“If it hadn’t been for that dumb creature, Joseph Stagg,” said Aunty Rose, still quite shaken over the incident, “we wouldn’t maybe have our little girl unhurt. If Timothy tells the truth——”

“I guess he tells the truth, all right,” snorted Mr. Stagg. “He don’t know enough to tell anything but truth. Howsomever, if he’d stopped his team, he could have licked that old lynx to a fare-ye-well. I wouldn’t trust Hannah’s Car’lyn with him again—not even to go to church.”

“Why, Uncle Joe,” said Carolyn May, “you can’t really blame Mr. Timothy for being scared at that awful wildcat. I was scared myself.”

CHAPTER XX—THE SPRING FRESHET

Since Joseph Stagg had listened to the rambling tale of the sailor regarding the sinking of the Dunraven, he had borne the fate of his sister and her husband much in mind.

He had come no nearer to deciding what to do with the apartment in New York and its furnishings. Carolyn May had prattled so much about her home that Mr. Stagg felt as though he knew each room and each piece of furniture. And, should he go down to New York and make arrangements to have his sister’s possessions taken to an auction room, he would feel on entering the flat as though the ghosts of Carolyn May’s parents would meet him there.

Mr. Price had written him twice about the place. The second time he had found a tenant willing to sublet the furnished apartment. It would have made a little income for Carolyn May, but Mr. Stagg could not bring himself to sign the lease. The lawyer had not written since.

After listening to Benjamin Hardy’s story, the hardware dealer felt less inclined than before to close up the affairs of Carolyn May’s small “estate.” Not that he for one moment believed that there was a possibility of Hannah and her husband being alive. Five months had passed. In these days of wireless telegraph and fast sea traffic such a thing could not be possible. The imagination of the practical hardware merchant could not visualise it.

Had the purser’s boat, in which the old sailor declared the Camerons were, been picked up by one of the Turkish ships, as the other refugees from the Dunraven had been rescued by the French vessel, surely news of the fact would long since have reached the papers, even had circumstances kept Mr. and Mrs. Cameron from returning home.

The Mediterranean is not the South Seas. A steam vessel could reach New York from the spot where the Dunraven had sunk in a week.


**PROBLEM TO WORK ON:** Exact copies of all the entries are required.

**DATA:**
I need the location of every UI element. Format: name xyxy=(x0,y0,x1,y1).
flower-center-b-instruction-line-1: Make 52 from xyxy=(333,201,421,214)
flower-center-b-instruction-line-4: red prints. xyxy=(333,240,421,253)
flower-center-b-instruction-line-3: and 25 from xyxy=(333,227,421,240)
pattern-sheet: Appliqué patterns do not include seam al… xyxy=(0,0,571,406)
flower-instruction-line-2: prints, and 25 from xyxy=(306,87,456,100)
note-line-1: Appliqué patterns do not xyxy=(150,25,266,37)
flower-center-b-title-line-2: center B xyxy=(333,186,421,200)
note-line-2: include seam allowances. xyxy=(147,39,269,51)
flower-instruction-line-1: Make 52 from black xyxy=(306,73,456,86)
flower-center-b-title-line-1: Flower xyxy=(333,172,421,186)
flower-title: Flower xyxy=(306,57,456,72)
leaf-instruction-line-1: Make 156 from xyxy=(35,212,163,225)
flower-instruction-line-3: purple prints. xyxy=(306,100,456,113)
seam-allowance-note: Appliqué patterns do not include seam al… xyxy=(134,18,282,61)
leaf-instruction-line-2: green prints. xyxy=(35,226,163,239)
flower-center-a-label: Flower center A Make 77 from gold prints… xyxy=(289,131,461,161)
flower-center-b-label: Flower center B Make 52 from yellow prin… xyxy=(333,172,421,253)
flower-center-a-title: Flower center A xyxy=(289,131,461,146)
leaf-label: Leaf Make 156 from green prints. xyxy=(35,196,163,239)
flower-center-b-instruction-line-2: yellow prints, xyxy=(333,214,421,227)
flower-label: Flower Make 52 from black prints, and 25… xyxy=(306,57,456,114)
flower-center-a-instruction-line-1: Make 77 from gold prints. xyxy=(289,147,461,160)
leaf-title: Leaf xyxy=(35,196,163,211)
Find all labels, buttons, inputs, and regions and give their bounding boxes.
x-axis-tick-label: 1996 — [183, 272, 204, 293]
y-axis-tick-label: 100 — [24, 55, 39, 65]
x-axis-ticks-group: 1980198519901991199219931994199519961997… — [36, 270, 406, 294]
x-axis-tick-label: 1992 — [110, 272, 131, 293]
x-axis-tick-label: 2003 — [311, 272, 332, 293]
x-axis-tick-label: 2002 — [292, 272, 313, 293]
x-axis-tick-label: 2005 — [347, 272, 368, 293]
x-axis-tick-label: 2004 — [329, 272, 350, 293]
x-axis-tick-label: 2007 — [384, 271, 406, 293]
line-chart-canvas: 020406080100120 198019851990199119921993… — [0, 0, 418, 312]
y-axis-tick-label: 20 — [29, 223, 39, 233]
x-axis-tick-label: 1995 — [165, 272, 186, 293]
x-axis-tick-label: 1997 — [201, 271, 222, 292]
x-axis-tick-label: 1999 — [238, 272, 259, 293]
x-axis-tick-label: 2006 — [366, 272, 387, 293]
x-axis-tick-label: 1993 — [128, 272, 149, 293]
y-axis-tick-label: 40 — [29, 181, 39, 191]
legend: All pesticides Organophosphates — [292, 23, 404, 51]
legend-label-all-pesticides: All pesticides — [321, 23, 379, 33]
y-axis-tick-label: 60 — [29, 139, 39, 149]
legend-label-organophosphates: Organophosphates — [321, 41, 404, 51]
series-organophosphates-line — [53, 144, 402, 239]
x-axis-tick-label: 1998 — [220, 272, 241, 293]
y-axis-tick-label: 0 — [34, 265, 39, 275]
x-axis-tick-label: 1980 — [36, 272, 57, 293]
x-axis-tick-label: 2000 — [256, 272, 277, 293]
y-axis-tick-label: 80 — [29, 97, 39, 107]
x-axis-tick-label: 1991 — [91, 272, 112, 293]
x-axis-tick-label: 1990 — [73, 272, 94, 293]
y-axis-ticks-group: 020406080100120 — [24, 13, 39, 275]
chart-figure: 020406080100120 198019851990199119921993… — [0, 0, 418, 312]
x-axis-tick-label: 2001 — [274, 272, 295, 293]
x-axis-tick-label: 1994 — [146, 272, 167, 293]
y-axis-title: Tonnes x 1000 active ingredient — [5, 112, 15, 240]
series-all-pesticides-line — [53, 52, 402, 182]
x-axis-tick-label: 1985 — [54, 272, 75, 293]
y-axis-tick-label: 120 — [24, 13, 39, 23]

**RESULT OF THE TASK:**
I need the location of every UI element. Format: name xyxy=(x0,y0,x1,y1).
flower-center-b-instruction-line-1: Make 52 from xyxy=(333,201,421,214)
flower-center-b-instruction-line-4: red prints. xyxy=(333,240,421,253)
flower-center-b-instruction-line-3: and 25 from xyxy=(333,227,421,240)
pattern-sheet: Appliqué patterns do not include seam al… xyxy=(0,0,571,406)
flower-instruction-line-2: prints, and 25 from xyxy=(306,87,456,100)
note-line-1: Appliqué patterns do not xyxy=(150,25,266,37)
flower-center-b-title-line-2: center B xyxy=(333,186,421,200)
note-line-2: include seam allowances. xyxy=(147,39,269,51)
flower-instruction-line-1: Make 52 from black xyxy=(306,73,456,86)
flower-center-b-title-line-1: Flower xyxy=(333,172,421,186)
flower-title: Flower xyxy=(306,57,456,72)
leaf-instruction-line-1: Make 156 from xyxy=(35,212,163,225)
flower-instruction-line-3: purple prints. xyxy=(306,100,456,113)
seam-allowance-note: Appliqué patterns do not include seam al… xyxy=(134,18,282,61)
leaf-instruction-line-2: green prints. xyxy=(35,226,163,239)
flower-center-a-label: Flower center A Make 77 from gold prints… xyxy=(289,131,461,161)
flower-center-b-label: Flower center B Make 52 from yellow prin… xyxy=(333,172,421,253)
flower-center-a-title: Flower center A xyxy=(289,131,461,146)
leaf-label: Leaf Make 156 from green prints. xyxy=(35,196,163,239)
flower-center-b-instruction-line-2: yellow prints, xyxy=(333,214,421,227)
flower-label: Flower Make 52 from black prints, and 25… xyxy=(306,57,456,114)
flower-center-a-instruction-line-1: Make 77 from gold prints. xyxy=(289,147,461,160)
leaf-title: Leaf xyxy=(35,196,163,211)
Find all labels, buttons, inputs, and regions and give their bounding boxes.
x-axis-tick-label: 1996 — [183, 272, 204, 293]
y-axis-tick-label: 100 — [24, 55, 39, 65]
x-axis-ticks-group: 1980198519901991199219931994199519961997… — [36, 270, 406, 294]
x-axis-tick-label: 1992 — [110, 272, 131, 293]
x-axis-tick-label: 2003 — [311, 272, 332, 293]
x-axis-tick-label: 2002 — [292, 272, 313, 293]
x-axis-tick-label: 2005 — [347, 272, 368, 293]
x-axis-tick-label: 2004 — [329, 272, 350, 293]
x-axis-tick-label: 2007 — [384, 271, 406, 293]
line-chart-canvas: 020406080100120 198019851990199119921993… — [0, 0, 418, 312]
y-axis-tick-label: 20 — [29, 223, 39, 233]
x-axis-tick-label: 1995 — [165, 272, 186, 293]
x-axis-tick-label: 1997 — [201, 271, 222, 292]
x-axis-tick-label: 1999 — [238, 272, 259, 293]
x-axis-tick-label: 2006 — [366, 272, 387, 293]
x-axis-tick-label: 1993 — [128, 272, 149, 293]
y-axis-tick-label: 40 — [29, 181, 39, 191]
legend: All pesticides Organophosphates — [292, 23, 404, 51]
legend-label-all-pesticides: All pesticides — [321, 23, 379, 33]
y-axis-tick-label: 60 — [29, 139, 39, 149]
legend-label-organophosphates: Organophosphates — [321, 41, 404, 51]
series-organophosphates-line — [53, 144, 402, 239]
x-axis-tick-label: 1998 — [220, 272, 241, 293]
y-axis-tick-label: 0 — [34, 265, 39, 275]
x-axis-tick-label: 1980 — [36, 272, 57, 293]
x-axis-tick-label: 2000 — [256, 272, 277, 293]
y-axis-tick-label: 80 — [29, 97, 39, 107]
x-axis-tick-label: 1991 — [91, 272, 112, 293]
x-axis-tick-label: 1990 — [73, 272, 94, 293]
y-axis-ticks-group: 020406080100120 — [24, 13, 39, 275]
chart-figure: 020406080100120 198019851990199119921993… — [0, 0, 418, 312]
x-axis-tick-label: 2001 — [274, 272, 295, 293]
x-axis-tick-label: 1994 — [146, 272, 167, 293]
y-axis-title: Tonnes x 1000 active ingredient — [5, 112, 15, 240]
series-all-pesticides-line — [53, 52, 402, 182]
x-axis-tick-label: 1985 — [54, 272, 75, 293]
y-axis-tick-label: 120 — [24, 13, 39, 23]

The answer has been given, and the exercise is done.